This decision relates to the continued saga over deflated footballs that followed the NFL's 2014 season and ended up with commissioner Roger Goodell issuing Brady a four-game suspension. Following Brady's initial appeal - which was heard by Goodell - he appealed to a federal district court, which struck down the suspension.
Of course, the league appealed that decision up to the Second U.S. District Court of Appeals, who handed down a ruling today that reverses the lower court's judgment and reinstates the suspension by a 2-1 vote of the three-judge panel.
Here is the excerpt from the ruling (which was posted in its entirety by ESPN) that describes the decision itself and the general reasoning:
We hold that the Commissioner properly exercised his broad discretion under the collective bargaining agreement and that his procedural rulings were properly grounded in that agreement and did not deprive Brady of fundamental fairness. Accordingly, we REVERSE the judgment of the district court and REMAND with instructions to confirm the award.
What is most interesting about this ruling is the court's clear explanation that the ruling had nothing to do with whether or not Brady actually deflated the footballs. This excerpt clearly outlines what the court deems to be its role in this proceeding:
Our role is not to determine for ourselves whether Brady participated in a scheme to deflate footballs or whether the suspension imposed by the Commissioner should have been for three games or five games or none at all. Nor is it our role to second‐guess the arbitrator's procedural rulings. Our obligation is limited to determining whether the arbitration proceedings and award met the minimum legal standards established by the Labor Management Relations Act.
The court later went on to describe that the authority granted to Goodell derives from the Collective Bargaining Agreement - to which the NFLPA willingly agreed - and that because of this arrangement, he was within his legal bounds in applying the discipline that he did. Ultimately, that puts the onus on the NFLPA for agreeing to the arrangement in the first place.
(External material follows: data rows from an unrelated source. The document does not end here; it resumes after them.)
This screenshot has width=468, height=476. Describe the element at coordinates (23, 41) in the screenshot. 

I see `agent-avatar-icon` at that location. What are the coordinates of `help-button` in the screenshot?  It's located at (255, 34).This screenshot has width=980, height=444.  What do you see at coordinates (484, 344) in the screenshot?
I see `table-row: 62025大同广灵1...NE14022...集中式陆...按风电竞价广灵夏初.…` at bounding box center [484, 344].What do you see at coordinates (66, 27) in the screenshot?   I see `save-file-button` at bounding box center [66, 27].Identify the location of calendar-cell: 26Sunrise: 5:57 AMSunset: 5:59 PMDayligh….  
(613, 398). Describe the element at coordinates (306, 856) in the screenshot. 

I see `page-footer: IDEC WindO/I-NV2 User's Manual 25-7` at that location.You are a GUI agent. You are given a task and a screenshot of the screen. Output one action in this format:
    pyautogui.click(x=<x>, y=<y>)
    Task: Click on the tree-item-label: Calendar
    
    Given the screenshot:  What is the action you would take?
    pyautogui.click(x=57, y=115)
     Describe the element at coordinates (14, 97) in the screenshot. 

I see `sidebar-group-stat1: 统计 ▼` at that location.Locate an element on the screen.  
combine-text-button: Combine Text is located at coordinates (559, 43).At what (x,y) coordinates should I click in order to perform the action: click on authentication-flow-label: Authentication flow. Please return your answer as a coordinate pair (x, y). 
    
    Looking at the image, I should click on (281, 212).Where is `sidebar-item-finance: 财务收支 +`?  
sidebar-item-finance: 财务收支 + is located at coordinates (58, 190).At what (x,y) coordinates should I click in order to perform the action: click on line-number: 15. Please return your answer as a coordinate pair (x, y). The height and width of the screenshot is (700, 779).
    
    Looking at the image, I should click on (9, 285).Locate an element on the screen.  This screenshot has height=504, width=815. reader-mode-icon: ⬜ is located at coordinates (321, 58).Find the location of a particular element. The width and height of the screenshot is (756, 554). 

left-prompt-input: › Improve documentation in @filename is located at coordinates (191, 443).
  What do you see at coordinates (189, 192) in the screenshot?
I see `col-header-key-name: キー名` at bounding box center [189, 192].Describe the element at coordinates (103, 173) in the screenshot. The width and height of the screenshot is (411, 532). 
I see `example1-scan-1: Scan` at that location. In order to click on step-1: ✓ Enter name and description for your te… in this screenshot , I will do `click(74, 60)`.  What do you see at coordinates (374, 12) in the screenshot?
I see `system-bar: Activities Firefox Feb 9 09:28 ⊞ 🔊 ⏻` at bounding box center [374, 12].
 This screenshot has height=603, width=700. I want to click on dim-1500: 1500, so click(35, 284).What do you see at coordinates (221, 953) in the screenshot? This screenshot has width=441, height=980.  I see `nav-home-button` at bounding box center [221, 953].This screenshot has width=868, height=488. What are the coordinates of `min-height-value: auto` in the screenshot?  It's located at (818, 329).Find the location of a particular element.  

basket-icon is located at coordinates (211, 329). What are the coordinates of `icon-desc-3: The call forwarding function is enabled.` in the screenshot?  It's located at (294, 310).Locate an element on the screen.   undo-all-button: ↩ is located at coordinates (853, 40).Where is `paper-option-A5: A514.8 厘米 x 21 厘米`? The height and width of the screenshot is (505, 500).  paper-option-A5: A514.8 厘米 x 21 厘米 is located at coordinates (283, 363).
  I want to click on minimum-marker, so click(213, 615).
It is almost certain that Brady and the NFLPA will appeal this decision up to another higher court, and the process could ultimately end up in the Supreme Court. That process would likely take a long time, however, and resolution of that process could last until after Brady's career is over.
As Green Bay Packers fans, let's just be glad that (1) our quarterback prefers his footballs over-inflated rather than under-inflated and (2) that there have never been any allegations of him or anyone else in the organization tampering with the footballs after the referees accepted them.